**To do:**
Across all entries below, how many lines include "Where"? Answer with the number alone.

Records contained in a dataset:

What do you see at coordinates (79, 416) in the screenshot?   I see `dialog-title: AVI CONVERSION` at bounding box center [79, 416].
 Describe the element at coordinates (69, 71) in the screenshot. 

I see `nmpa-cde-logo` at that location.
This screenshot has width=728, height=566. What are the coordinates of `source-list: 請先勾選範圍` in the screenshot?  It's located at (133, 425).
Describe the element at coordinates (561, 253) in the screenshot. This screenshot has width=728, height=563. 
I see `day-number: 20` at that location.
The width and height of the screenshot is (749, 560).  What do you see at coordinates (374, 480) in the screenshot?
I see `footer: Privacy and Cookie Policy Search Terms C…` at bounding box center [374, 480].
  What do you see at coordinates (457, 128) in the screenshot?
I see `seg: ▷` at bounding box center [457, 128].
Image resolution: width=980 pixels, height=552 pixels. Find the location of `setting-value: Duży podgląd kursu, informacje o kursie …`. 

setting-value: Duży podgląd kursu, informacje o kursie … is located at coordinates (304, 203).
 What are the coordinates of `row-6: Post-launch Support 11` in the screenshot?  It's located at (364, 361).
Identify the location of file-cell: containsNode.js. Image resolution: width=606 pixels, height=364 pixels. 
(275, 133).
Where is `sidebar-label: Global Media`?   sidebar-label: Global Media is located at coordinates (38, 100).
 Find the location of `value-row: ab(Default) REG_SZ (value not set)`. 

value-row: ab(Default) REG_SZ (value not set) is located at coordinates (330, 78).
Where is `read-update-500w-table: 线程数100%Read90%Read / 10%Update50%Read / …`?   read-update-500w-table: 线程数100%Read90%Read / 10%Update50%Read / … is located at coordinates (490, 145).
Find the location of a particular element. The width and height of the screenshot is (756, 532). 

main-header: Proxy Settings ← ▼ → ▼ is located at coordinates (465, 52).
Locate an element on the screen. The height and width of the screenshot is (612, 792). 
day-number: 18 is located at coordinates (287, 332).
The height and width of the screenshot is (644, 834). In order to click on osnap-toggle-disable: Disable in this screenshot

**Exercise output:**
2